Sen. Brad Avakian, chairman of the committee overseeing the bottle bill legislation, said he plans to have the amended version of Senate Bill 707 ready for a floor vote Thursday.

The Portland Democrat said advocates' more ambitious goals - raising the deposit to a dime per container, creating redemption centers outside grocery stores, and including other noncarbonated drink containers besides those for drinking water - aren't dead; they're just being deferred to an interim task force so it can make more informed recommendations to the next Legislature in 2009.

But considering that Oregon's first-in-the-nation bottle bill has been unchanged since its 1971 adoption, backers weren't critical of the more modest reform efforts now in the works.

"Overall, it's a very good bill," said Jeremiah Baumann of the Oregon State Public Interest Research Group. "It would be a very historic vote for the Legislature to expand the bottle bill for the first time in 36 years."

Currently, the bottle bill adds a nickel to the price of beer, soda and other carbonated beverage containers.

They can then be redeemed for the return of that nickel - by the original consumer or anyone who collects them - at a grocery store's bottle-return department.

Containers covered by the bottle bill are recycled at an 83 percent rate, according to the Oregon Department of Environmental Quality. Those that aren't covered are recycled at a rate of 36 percent.

Bringing in only water bottles would leave about 328 million discarded drinking bottles outside the bottle bill purview.

Given the DEQ's estimated recycling rate of 38 percent for these noncarbonated, non- drinking-water containers, that would amount to about 202 million bottles drained of their wine, milk, sports drink, juice, liquor or iced tea that get thrown in garbage cans - not to mention the millions more littered on beaches or along rivers and roadsides - instead of being recycled.

Lynn Lundquist, the former Republican House speaker who now heads the Oregon Business Association, said even including only water bottles represents genuine progress.

"That is a win. We ought to relish in that," said Lundquist, who helped lead a behind- the-scenes work group of business, industry and environmental advocates who tried unsuccessfully to reach consensus on a bottle-bill overhaul they all could support.

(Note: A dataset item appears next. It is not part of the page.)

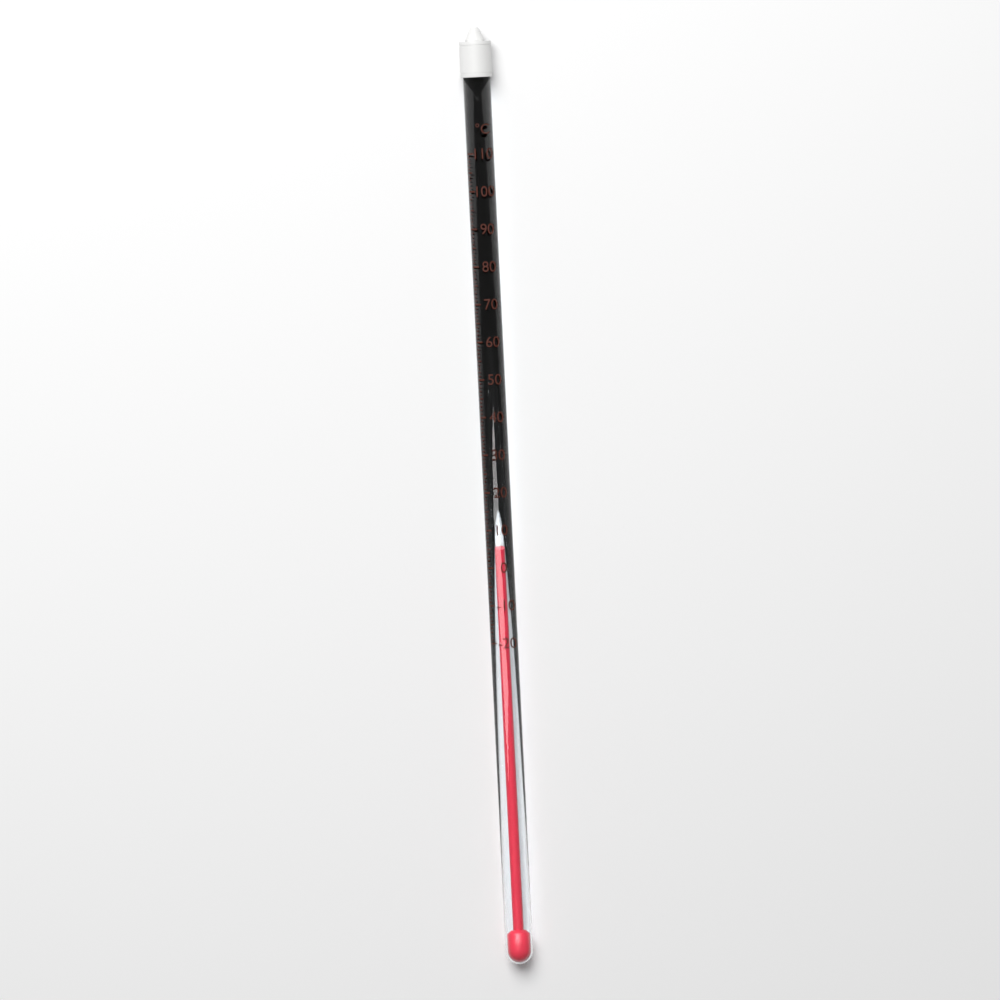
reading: 4 °C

According to the DEQ, of the 186 million empty water bottles that get tossed each year, 61 million bottles are recycled.

The DEQ estimates that figure would rise to 126 million under the proposed expansion.

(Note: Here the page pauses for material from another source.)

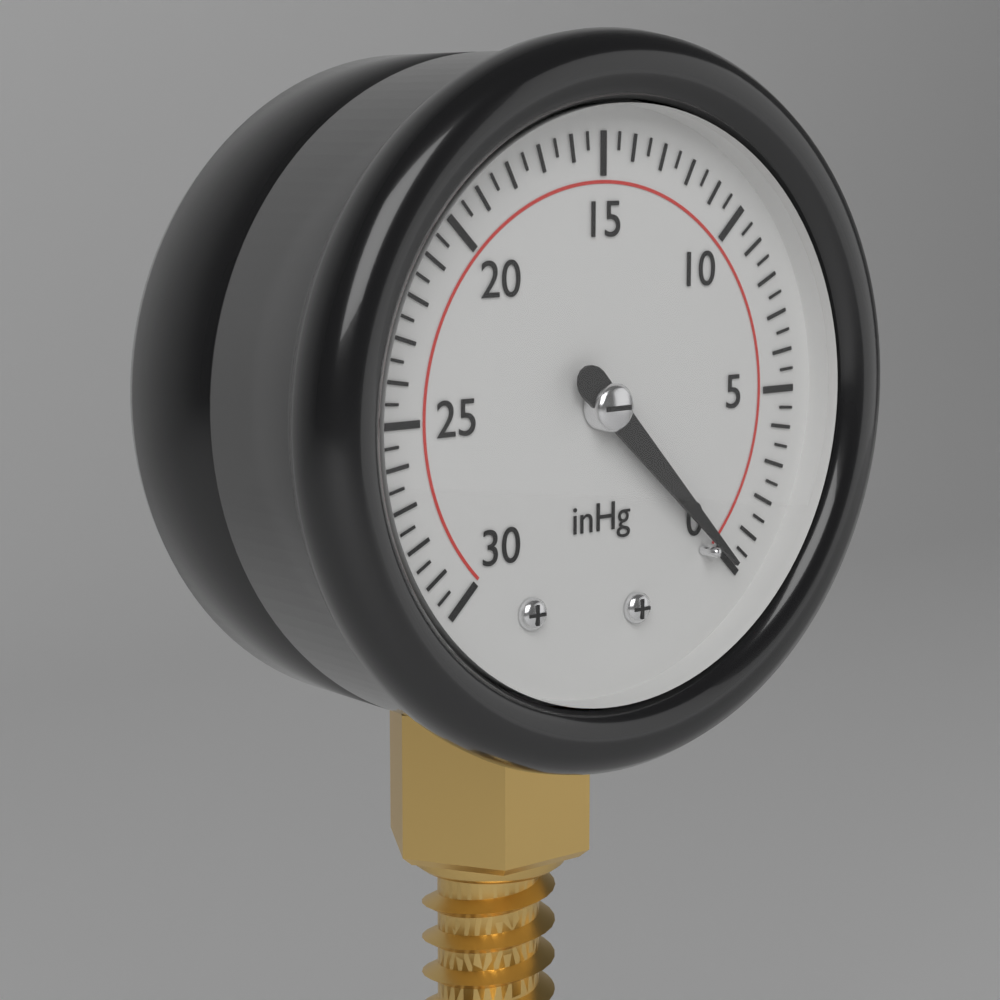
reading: 0.0 inHg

One provision of the new version of the bill meant to win the grocery store lobby's support would reduce the number of returned containers per-person/per-day from 144 to 50 at retailers with a square footage of less than 5,000 - meant to apply to convenience stores.

But Joe Gilliam, president of the Northwest Grocery Association, said stores already have too many cans and bottles piling up without bringing on more by adding water bottles.

He described unsanitary messes in grocery stores that result from the thousands of cans and bottles they must accept from people. Some are filled with spit-out chewing tobacco.

Others contain cigarette butts, syringes and even human waste, he said.

"We'd like to see the delay of an expansion until they work out a plan to get the garbage out of the stores and away from the food," he said.

State analysts estimate that if water bottles are added to the bottle bill, they would account for only nine out of every 100 containers redeemed at grocery stores.

But Gilliam said they would take up a much greater area of floor space, since bottles tend to be larger than beer and pop cans and don't crush flat.

Avakian, the Environment and Natural Resources Committee chairman overseeing the bottle bill overhaul, said despite the continued opposition from some in the bottling and grocery industries, he was satisfied with the compromise represented by the new version of SB 707.

And while some groups, such as the bottlers and distributors and the grocery manufacturers, continue to have problems with the bill, Avakian singled out grocery-store operators as the most difficult to satisfy.

"For some of the grocers, I don't know if there is a solution," he said. "They simply want to repeal the bottle bill."